Assignment
The full listing, word for word and free of images, is the expected result.

*** Data for this exercise ***

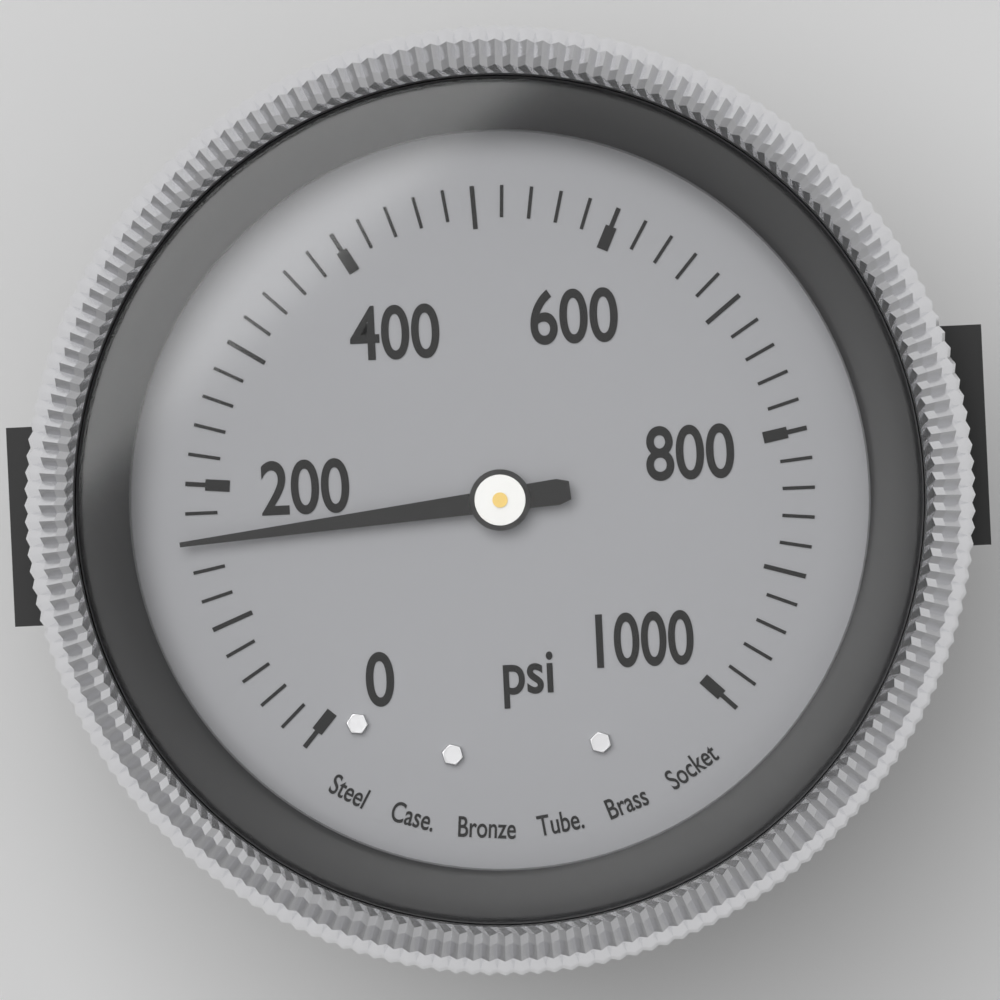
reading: 160 psi
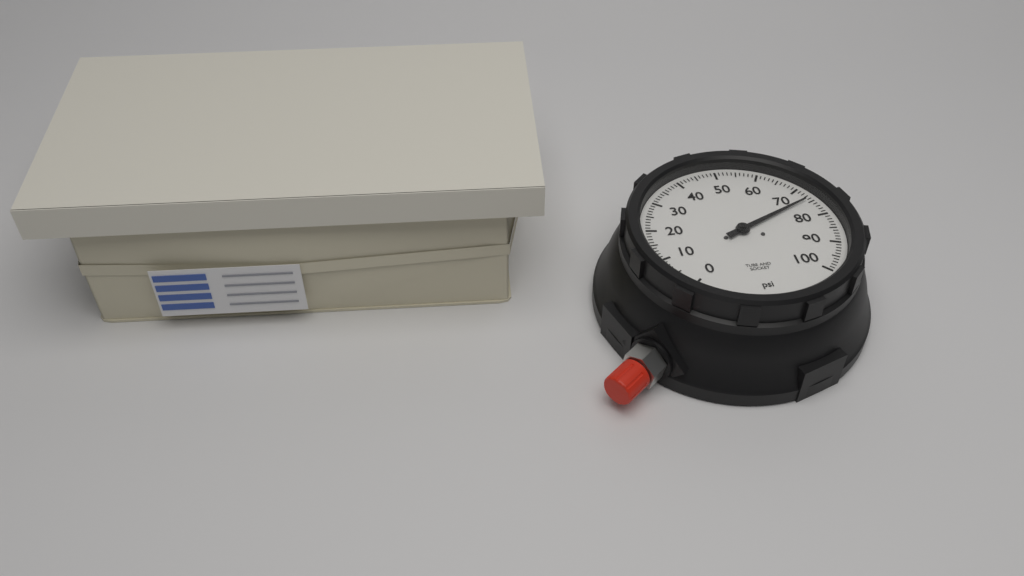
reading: 74 psi
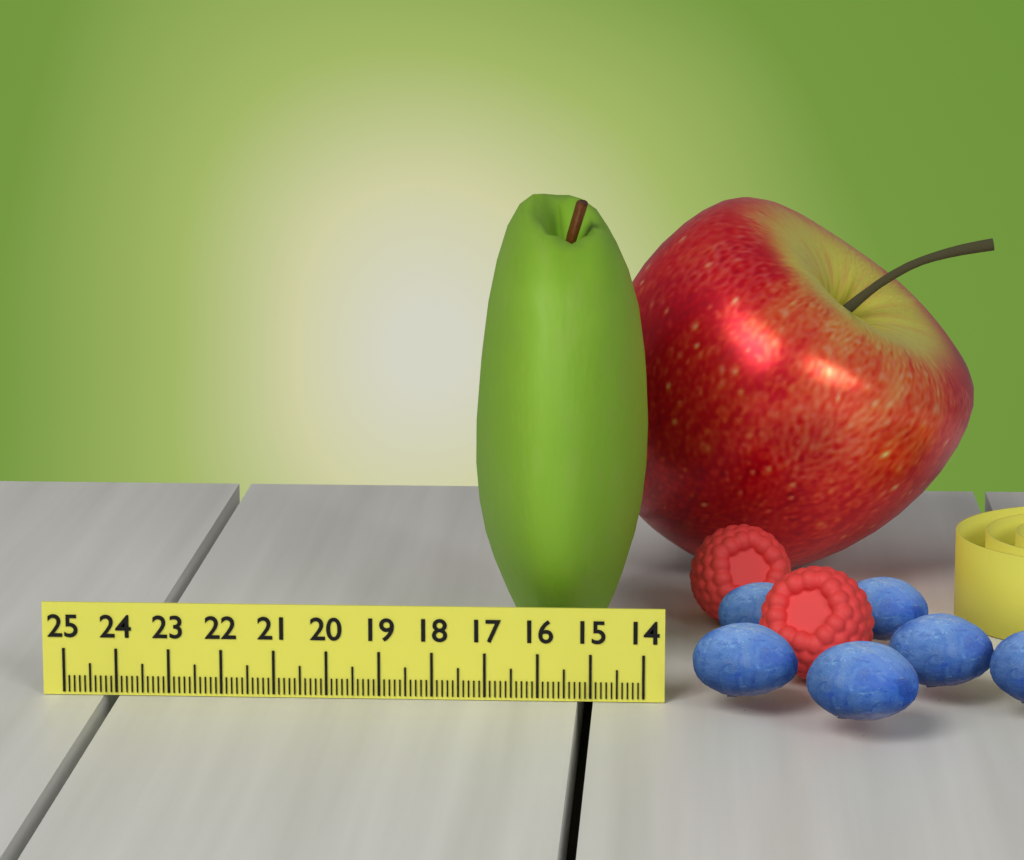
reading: 17.4 (no unit)
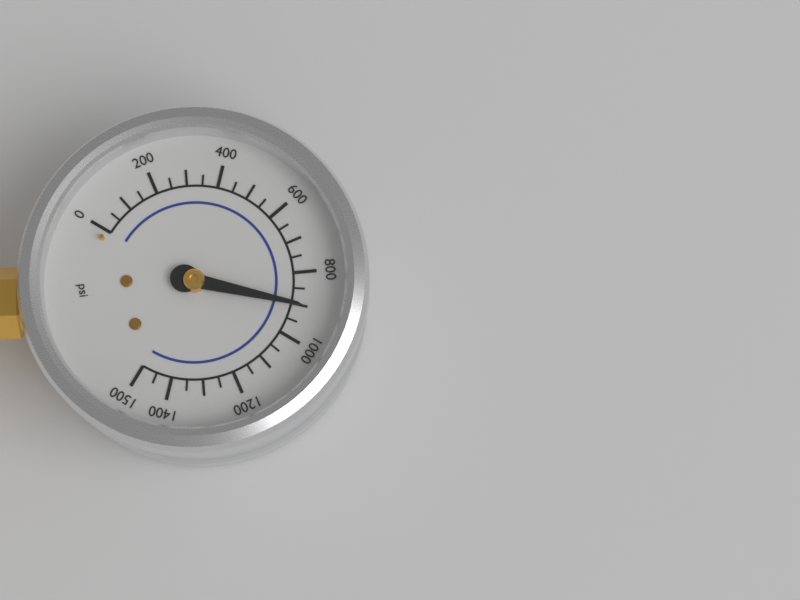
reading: 900 psi
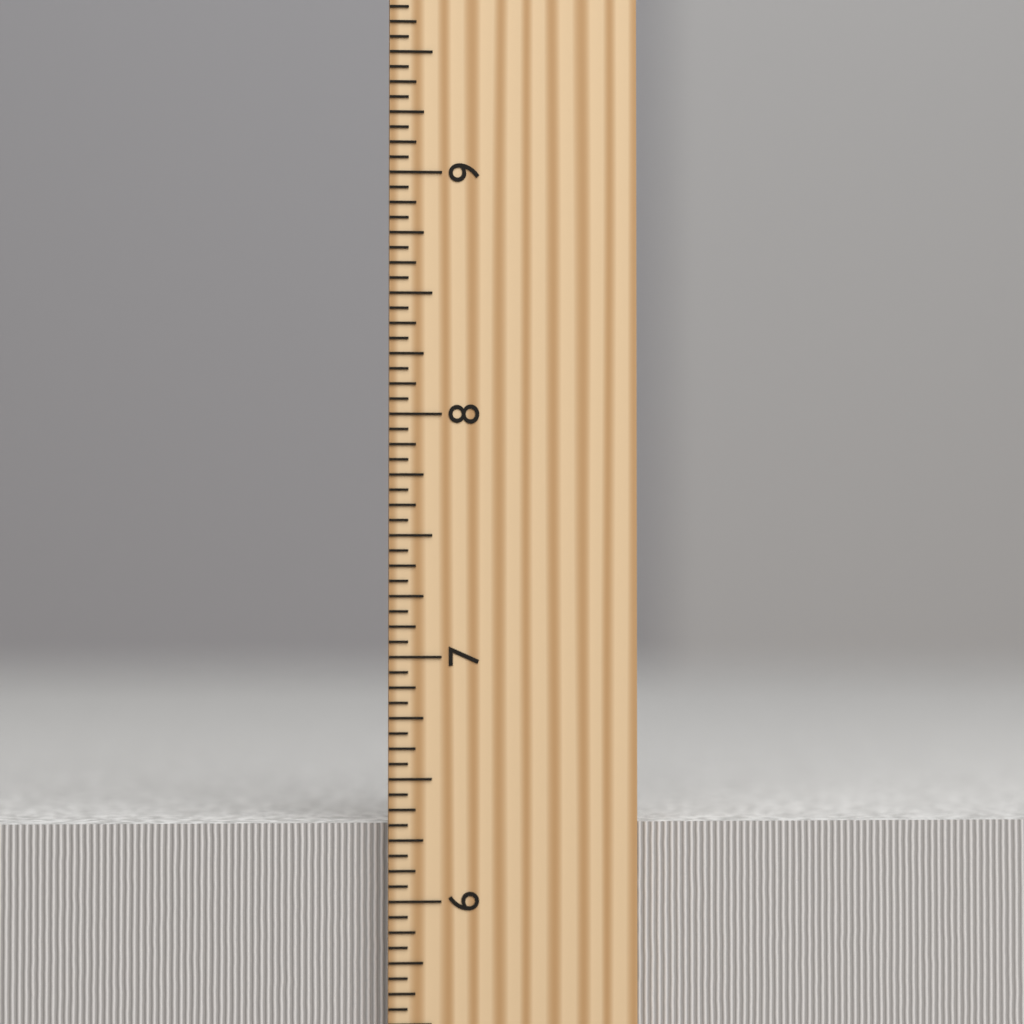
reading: 6.3125 inch
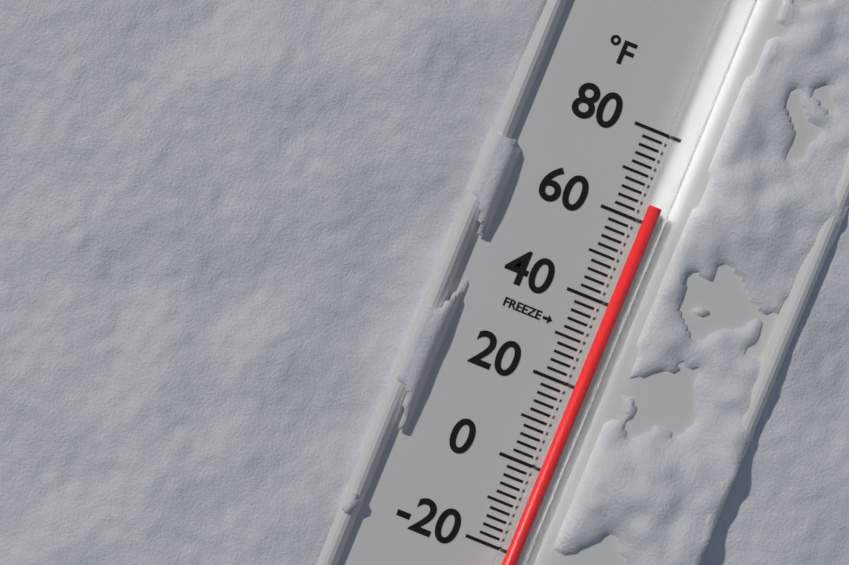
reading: 64 °F
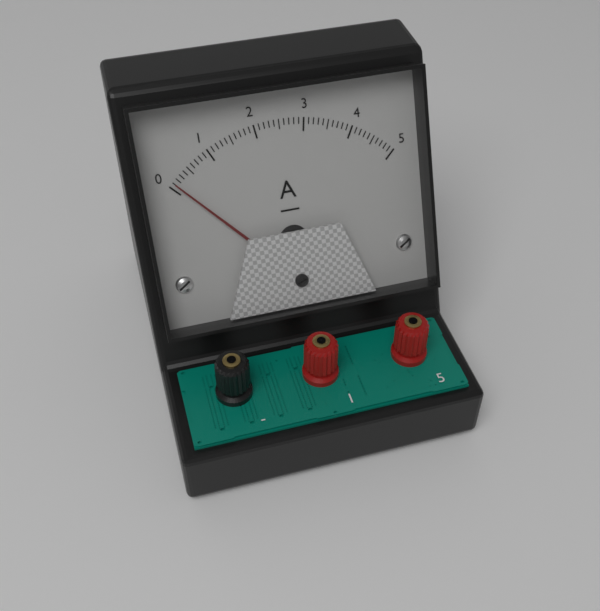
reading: 0.1 A
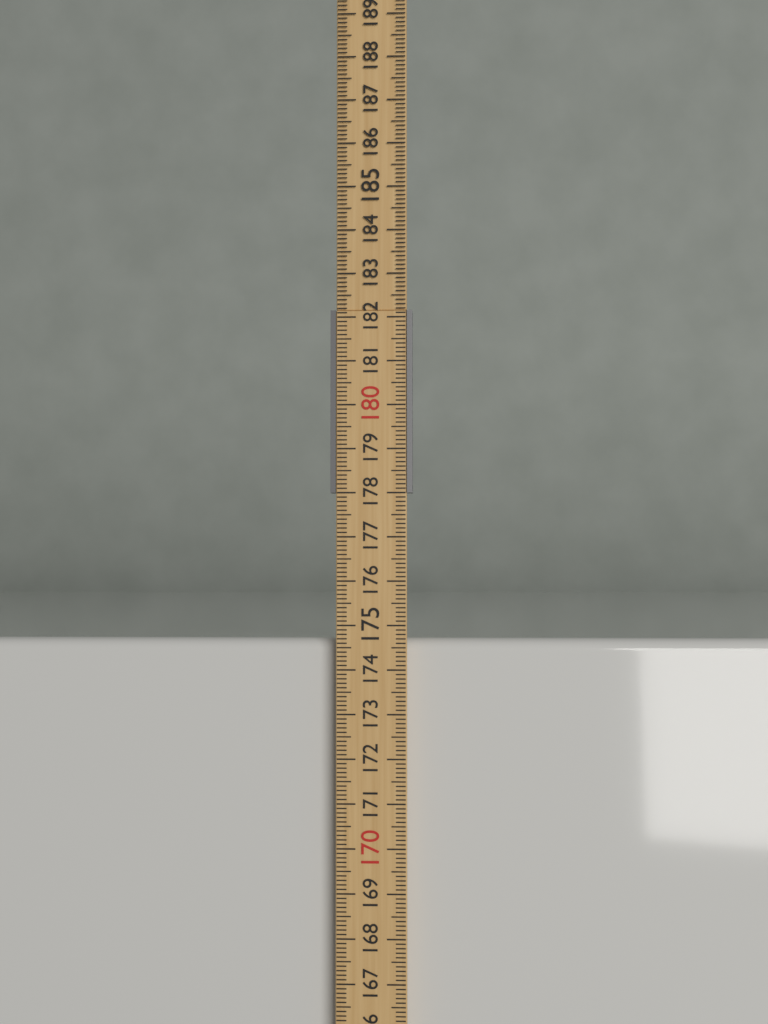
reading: 174.7 cm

***

Exercise solution
reading: 160 psi
reading: 74 psi
reading: 17.4 (no unit)
reading: 900 psi
reading: 6.3125 inch
reading: 64 °F
reading: 0.1 A
reading: 174.7 cm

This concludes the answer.